The U.S. president has lost sight of the knowledge that spying on citizens has nothing to do with freedom. Angela Merkel needs to remind him of that.
The end of privacy has been frequently lamented already [and] just as frequently disputed, but as of yet has seldom been defended so confidently: “You can’t have 100 percent security and then also have 100 percent privacy and zero inconvenience.”
This sentence of U.S. President Barack Obama contains two misrepresentations; one could also speak of lies. No citizen — not in the United States and not in Germany — demands 100 percent security because he knows that it is not to be had. Only nations and governments foster new security laws, justifying them with a promise that goes against better judgment.
And no halfway enlightened citizen — neither in the U.S. nor in Germany — will still assume today that his privacy is 100 percent protected. But every citizen in a democracy can expect that the government will not 100 percent destroy his privacy to establish a 100 percent functioning security apparatus.
Nothing less is happening in the U.S. since the terror attacks of Sept. 11, 2001, when a security apparatus was erected by the Patriot Act which evaluates every citizen as a suspect, his privacy as the refuge of potential criminals and personal data as criminal trails. Since a few days ago it has become clear which communications on the Internet, which stored pictures and which posts on social networks the U.S. National Security Agency accesses: all of them.
Primarily Germans Are Affected
And it is also clear which of the firms forced to allow the use of their servers — Google, Apple, Facebook, Microsoft, YouTube, Skype and Yahoo — refused to cooperate with the intelligence services: none.
To be sure, the U.S. government attests that only foreigners were listened in on and spied upon, that is, no U.S. citizens. But first, that is apparently untrue; second, it’s no consolation for the foreigners involved. And the Germans are primarily involved. No other country is as unrestrainedly spied upon by the U.S. intelligence services as Germany.

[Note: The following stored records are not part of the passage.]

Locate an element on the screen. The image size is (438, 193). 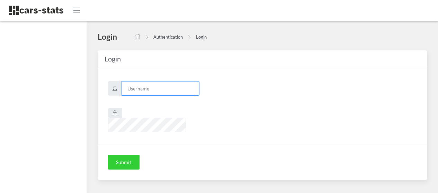
span: Login is located at coordinates (112, 59).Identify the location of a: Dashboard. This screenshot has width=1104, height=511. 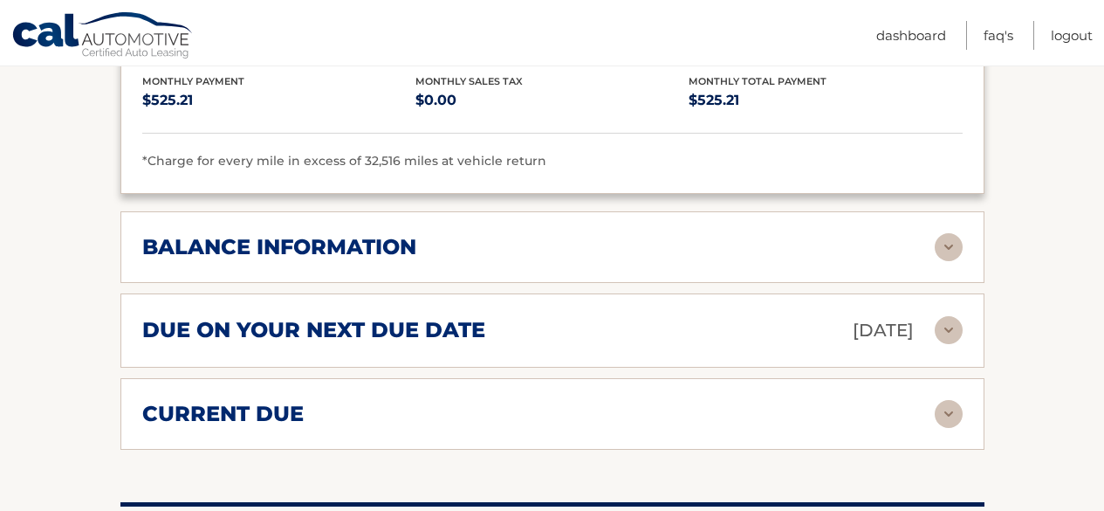
(911, 35).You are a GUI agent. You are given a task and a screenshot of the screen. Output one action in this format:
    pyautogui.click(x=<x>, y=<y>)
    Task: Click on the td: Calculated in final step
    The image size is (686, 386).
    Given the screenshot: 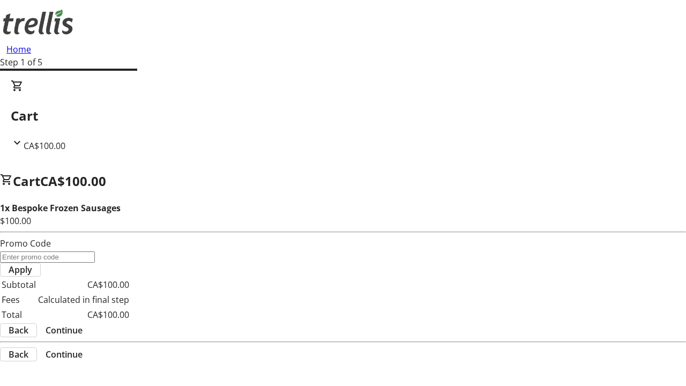 What is the action you would take?
    pyautogui.click(x=84, y=300)
    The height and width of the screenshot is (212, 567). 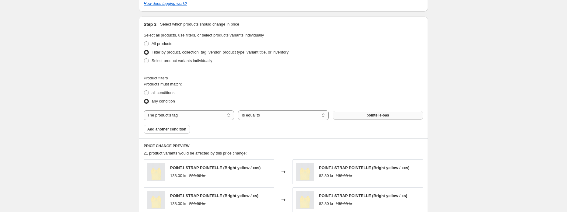 I want to click on span: any condition, so click(x=163, y=101). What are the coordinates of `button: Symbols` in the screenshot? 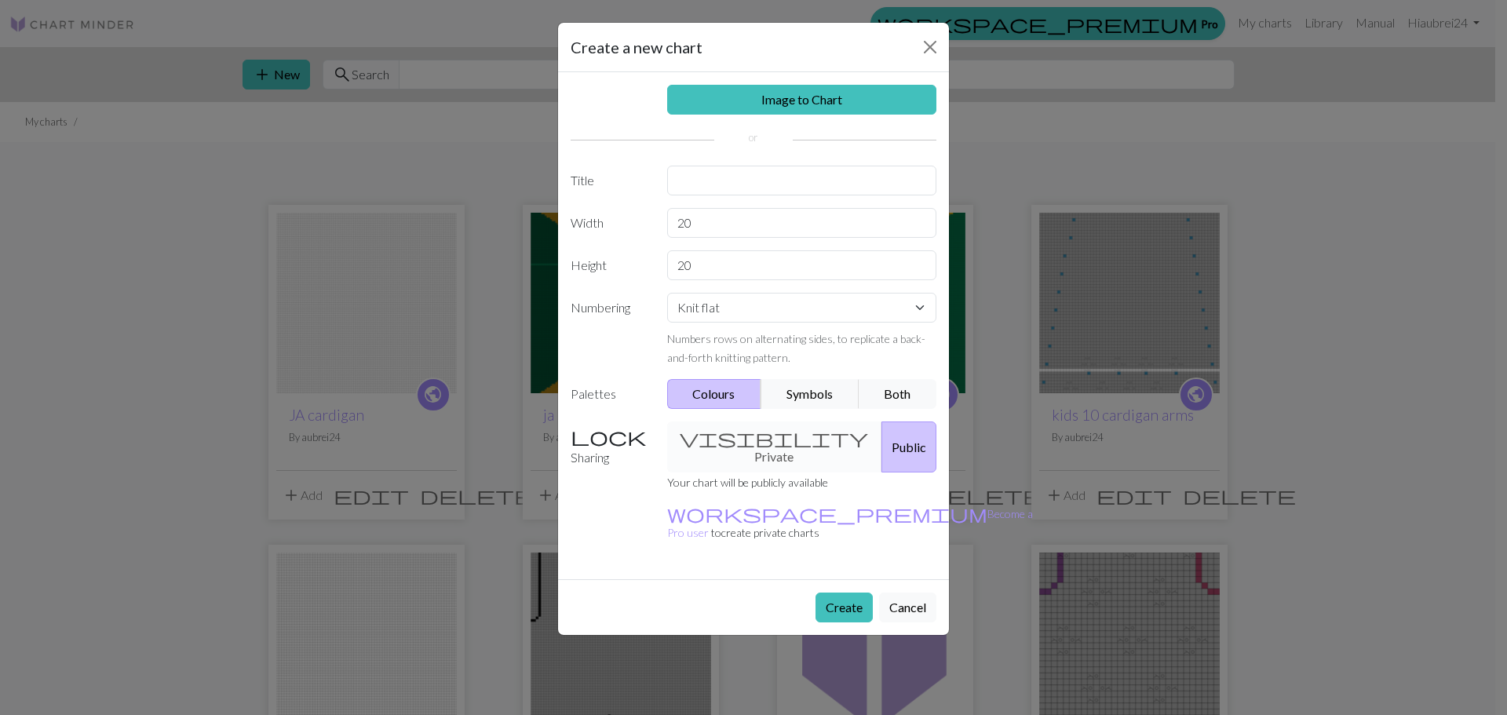 It's located at (810, 394).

Seldom was a decision of the [German] Federal Constitutional Court so radically denied by reality than the 1983 decision about the right to informational self-determination: “The basic right warrants in this respect the capacity of the individual to principally determine the disclosure and use of his/her personal data himself.”
This basic right has been curtailed again and again over the last decade by the German legislature, ridiculed by politicians and derided in editorials. But every German could invoke it in Karlsruhe. However, no legal process against the investigations by the U.S. intelligence services is open to Germans — neither an American nor a German court will accept his lawsuit.
Nevertheless, the government — more precisely the executive branch — is obligated to protect its citizens from criminal investigation and to prevent federal territory from being transformed into an extralegal zone for U.S. intelligence services. Paragraph 201 of the German Criminal Code is: “1. Whoever, without authorization: 1. makes an audio recording of the privately spoken words of another; or 2. uses, or makes a recording thus produced accessible to a third party, shall be punished with imprisonment for not more than three years or a fine.” Likewise, “2. Whoever, without authorization: 1. listens with an eavesdropping device to privately spoken words not intended to come to his attention … shall be similarly punished.”
Hopes Are Pinned on Snowden
President Obama references justification of his intelligence services’ theft of data with the American legal position. At her meeting with Obama, Federal Chancellor Angela Merkel should — no — must explain to him the German legal position with the help of the criminal code. She is not only receiving the president of the United States, but a former constitutional lawyer whose election to the presidency was not least of all thanks to the insight: If the only secret protected by the government is the secret investigation of everyone, that is not freedom; it is totalitarianism.
This insight is apparently lost on Obama, but not on Edward Snowden, the young computer specialist who betrayed the secret of the collective spying by the National Security Agency and since then has found himself on the run. Asked about the motives for giving up his middle class life and placing himself against the security apparatus as a whistle-blower, Snowden, who presumably never listened to a lecture on constitutional law, answered, “I think the public is owed an explanation of the motivations behind the people who make these disclosures outside the democratic model.”
U.S. authorities may consider Edward Snowden to be a criminal. But the hopes of a democratic society are pinned on him.